Showing posts with label space. Show all posts
Showing posts with label space. Show all posts

Thursday, 23 February 2017

Properly constructed walls

Properly constructed walls

When one sees a wall one can never tell what's behind the outer layers. The paint and plaster may be immaculate but underneath the bricks can be rotten, thrown together haphazardly or full of holes. Reversely, the paint may be flaking off, the plaster cracking but otherwise the wall can be sound, just in need of some light maintenance. It's often difficult to know.

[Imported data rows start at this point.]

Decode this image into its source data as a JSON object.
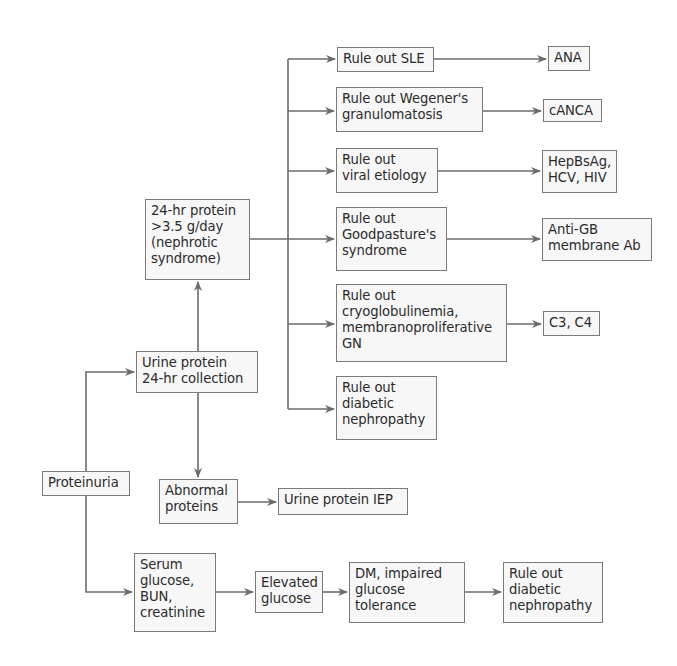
{
  "diagram": {
    "type": "flowchart",
    "colors": {
      "line": "#6b6b6b",
      "box_border": "#7a7a7a",
      "box_fill": "#f7f7f7",
      "text": "#2b2b2b"
    },
    "nodes": {
      "proteinuria": "Proteinuria",
      "urine_protein": "Urine protein\n24-hr collection",
      "nephrotic": "24-hr protein\n>3.5 g/day\n(nephrotic\nsyndrome)",
      "abnormal_proteins": "Abnormal\nproteins",
      "urine_iep": "Urine protein IEP",
      "sle": "Rule out SLE",
      "ana": "ANA",
      "wegener": "Rule out Wegener's\ngranulomatosis",
      "canca": "cANCA",
      "viral": "Rule out\nviral etiology",
      "hep": "HepBsAg,\nHCV, HIV",
      "goodpasture": "Rule out\nGoodpasture's\nsyndrome",
      "antigb": "Anti-GB\nmembrane Ab",
      "cryo": "Rule out\ncryoglobulinemia,\nmembranoproliferative\nGN",
      "c3c4": "C3, C4",
      "diabetic_upper": "Rule out\ndiabetic\nnephropathy",
      "serum": "Serum\nglucose,\nBUN,\ncreatinine",
      "elevated": "Elevated\nglucose",
      "dm": "DM, impaired\nglucose\ntolerance",
      "diabetic_lower": "Rule out\ndiabetic\nnephropathy"
    },
    "edges": [
      [
        "Proteinuria",
        "Urine protein 24-hr collection"
      ],
      [
        "Proteinuria",
        "Serum glucose, BUN, creatinine"
      ],
      [
        "Urine protein 24-hr collection",
        "24-hr protein >3.5 g/day (nephrotic syndrome)"
      ],
      [
        "Urine protein 24-hr collection",
        "Abnormal proteins"
      ],
      [
        "Abnormal proteins",
        "Urine protein IEP"
      ],
      [
        "24-hr protein >3.5 g/day (nephrotic syndrome)",
        "Rule out SLE"
      ],
      [
        "24-hr protein >3.5 g/day (nephrotic syndrome)",
        "Rule out Wegener's granulomatosis"
      ],
      [
        "24-hr protein >3.5 g/day (nephrotic syndrome)",
        "Rule out viral etiology"
      ],
      [
        "24-hr protein >3.5 g/day (nephrotic syndrome)",
        "Rule out Goodpasture's syndrome"
      ],
      [
        "24-hr protein >3.5 g/day (nephrotic syndrome)",
        "Rule out cryoglobulinemia, membranoproliferative GN"
      ],
      [
        "24-hr protein >3.5 g/day (nephrotic syndrome)",
        "Rule out diabetic nephropathy"
      ],
      [
        "Rule out SLE",
        "ANA"
      ],
      [
        "Rule out Wegener's granulomatosis",
        "cANCA"
      ],
      [
        "Rule out viral etiology",
        "HepBsAg, HCV, HIV"
      ],
      [
        "Rule out Goodpasture's syndrome",
        "Anti-GB membrane Ab"
      ],
      [
        "Rule out cryoglobulinemia, membranoproliferative GN",
        "C3, C4"
      ],
      [
        "Serum glucose, BUN, creatinine",
        "Elevated glucose"
      ],
      [
        "Elevated glucose",
        "DM, impaired glucose tolerance"
      ],
      [
        "DM, impaired glucose tolerance",
        "Rule out diabetic nephropathy"
      ]
    ]
  }
}
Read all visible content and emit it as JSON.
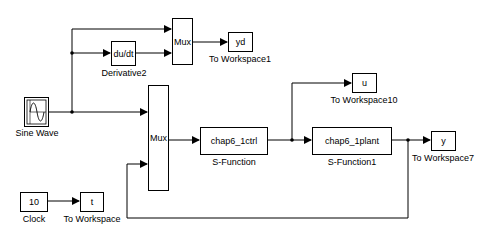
{
  "diagram": {
    "type": "simulink-block-diagram",
    "blocks": [
      {
        "id": "sine",
        "text": "",
        "label": "Sine Wave",
        "icon": "sine-wave-icon"
      },
      {
        "id": "deriv",
        "text": "du/dt",
        "label": "Derivative2"
      },
      {
        "id": "mux1",
        "text": "Mux",
        "label": ""
      },
      {
        "id": "yd",
        "text": "yd",
        "label": "To Workspace1"
      },
      {
        "id": "mux2",
        "text": "Mux",
        "label": ""
      },
      {
        "id": "ctrl",
        "text": "chap6_1ctrl",
        "label": "S-Function"
      },
      {
        "id": "u",
        "text": "u",
        "label": "To Workspace10"
      },
      {
        "id": "plant",
        "text": "chap6_1plant",
        "label": "S-Function1"
      },
      {
        "id": "y",
        "text": "y",
        "label": "To Workspace7"
      },
      {
        "id": "clock",
        "text": "10",
        "label": "Clock"
      },
      {
        "id": "t",
        "text": "t",
        "label": "To Workspace"
      }
    ],
    "connections": [
      {
        "from": "sine",
        "to": "mux1",
        "port": 1
      },
      {
        "from": "sine",
        "to": "deriv",
        "port": 1
      },
      {
        "from": "deriv",
        "to": "mux1",
        "port": 2
      },
      {
        "from": "mux1",
        "to": "yd",
        "port": 1
      },
      {
        "from": "sine",
        "to": "mux2",
        "port": 1
      },
      {
        "from": "plant",
        "to": "mux2",
        "port": 2
      },
      {
        "from": "mux2",
        "to": "ctrl",
        "port": 1
      },
      {
        "from": "ctrl",
        "to": "plant",
        "port": 1
      },
      {
        "from": "ctrl",
        "to": "u",
        "port": 1
      },
      {
        "from": "plant",
        "to": "y",
        "port": 1
      },
      {
        "from": "clock",
        "to": "t",
        "port": 1
      }
    ]
  },
  "colors": {
    "line": "#000000",
    "block_border": "#000000",
    "background": "#ffffff"
  }
}
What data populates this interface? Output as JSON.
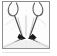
{
  "figure": {
    "kind": "framed-line-drawing",
    "caption": "",
    "frame": {
      "border_color": "#8e8e8e",
      "background_color": "#fdfdfd",
      "x": 2,
      "y": 1,
      "width": 48,
      "height": 48
    },
    "ink_color": "#4a4a4a",
    "fill_color": "#1a1a1a",
    "faint_color": "#b9b9b9",
    "elements": [
      {
        "name": "left-hook-curve",
        "label": "left hook curve"
      },
      {
        "name": "right-hook-curve",
        "label": "right hook curve"
      },
      {
        "name": "central-funnel",
        "label": "central funnel"
      },
      {
        "name": "left-dark-wedge",
        "label": "left dark wedge"
      },
      {
        "name": "right-dark-wedge",
        "label": "right dark wedge"
      },
      {
        "name": "left-diagonal-line",
        "label": "left diagonal line"
      },
      {
        "name": "right-diagonal-line",
        "label": "right diagonal line"
      },
      {
        "name": "stipple-texture",
        "label": "stipple texture"
      }
    ]
  },
  "chart_data": {
    "type": "line",
    "title": "",
    "xlabel": "",
    "ylabel": "",
    "xlim": [
      0,
      48
    ],
    "ylim": [
      0,
      48
    ],
    "grid": false,
    "legend": "none",
    "series": [
      {
        "name": "left-hook-curve",
        "points": [
          [
            6,
            2
          ],
          [
            5,
            8
          ],
          [
            7,
            13
          ],
          [
            11,
            15
          ],
          [
            15,
            12
          ],
          [
            16,
            6
          ],
          [
            14,
            2
          ]
        ]
      },
      {
        "name": "right-hook-curve",
        "points": [
          [
            42,
            2
          ],
          [
            43,
            8
          ],
          [
            41,
            13
          ],
          [
            36,
            15
          ],
          [
            32,
            12
          ],
          [
            31,
            6
          ],
          [
            33,
            2
          ]
        ]
      },
      {
        "name": "left-funnel-wall",
        "points": [
          [
            12,
            15
          ],
          [
            15,
            22
          ],
          [
            18,
            30
          ],
          [
            20,
            36
          ]
        ]
      },
      {
        "name": "right-funnel-wall",
        "points": [
          [
            36,
            15
          ],
          [
            33,
            22
          ],
          [
            30,
            30
          ],
          [
            28,
            36
          ]
        ]
      },
      {
        "name": "left-diagonal-line",
        "points": [
          [
            20,
            38
          ],
          [
            10,
            44
          ],
          [
            2,
            48
          ]
        ]
      },
      {
        "name": "right-diagonal-line",
        "points": [
          [
            30,
            38
          ],
          [
            40,
            44
          ],
          [
            48,
            48
          ]
        ]
      }
    ],
    "shapes": [
      {
        "name": "left-dark-wedge",
        "polygon": [
          [
            17,
            33
          ],
          [
            24,
            38
          ],
          [
            18,
            40
          ],
          [
            15,
            37
          ]
        ]
      },
      {
        "name": "right-dark-wedge",
        "polygon": [
          [
            31,
            33
          ],
          [
            26,
            38
          ],
          [
            32,
            40
          ],
          [
            35,
            37
          ]
        ]
      }
    ]
  }
}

I guess it all melts down to what one wants to do with the wall. It's condition may be acceptable depending on one's requirements and purposes. A flaking wall indoors makes little sense but in a garden it may be acceptable as a picturesque element, something weathered and full of reminiscences. Even a crumbling wall might do in a garden but one wouldn't have it indoors. It would n't just be unity and dirty, there's little if anything one can do with a crumbling wall: one can't use it to support a floor or a roof, or to separate spaces; it might be useless even for hanging up shelves or pictures.

It's always like that: it's not the wall but what one wants to do with it in the particular location and situation. It might be because we call too many things "a wall". If we used more specific terms, we might be able to express more precisely what we want. It can also be that a wall doesn't have a purposeful existence without a space to bound and support: what we want may be part of the space and it just gets projected on the poor wall.

Wednesday, 15 February 2017

Solids & voids

Solids & voids

It's quite uncommon to see building elements and spaces represented in the same way. Most of the time, the one is implicit in the other (as with spaces in conventional architectural drawings) or is a product of the other (as with spaces in BIM). Usually, its the spaces that are implicit or derivative. In architecture, we may shape space but in fact we build solid elements; what is left over within the volume of a building is the 'voids' (a bad name because spaces contain quite a lot). A figure-ground reversal is seldom applicable to the duality of solids and voids in architecture.

This is one of the reasons why I'm interested in alternative representations like graphs. Using graphs one can describe both building elements and spaces in the same way, si that their complementary character becomes apparent. After that, it's possible to see different patterns emerge, patterns that describe and possibly explain stuff one's only vaguely aware of.

Saturday, 28 January 2017

Solids & voids

Solids & voids 

It is unfortunate that many perceptions of architecture consider only its solids: the building elements that comprise a building. The voids, the spaces bounded by those elements, are at least as important. It's in these spaces that we deploy our activities; it's for the benefit of these spaces that we construct these building elements. Yet, I wouldn't consider the solids as just means for the voids. The relation of the two is more complex and interesting than that. Thankfully, a few researchers have realised that and worked on useful formalisms and produced some interesting insights.

There's a lot that we still haven't properly explored in the duality of solids and voids in architecture but what never ceases to surprise me in a most pleasant way is that once once acknowledges it, many problems can be easily resolved. Propagating properties, constraints, behaviour or performance from solids to voids and vice versa becomes a transparent, straightforward solution to all kinds of information and design issues - and the existing techniques help a lot. In fact, I would argue that this duality should be a foundation of architectural thinking; not something one just says and then forgets but an operational correlation that supports a complete toolkit of methods and techniques.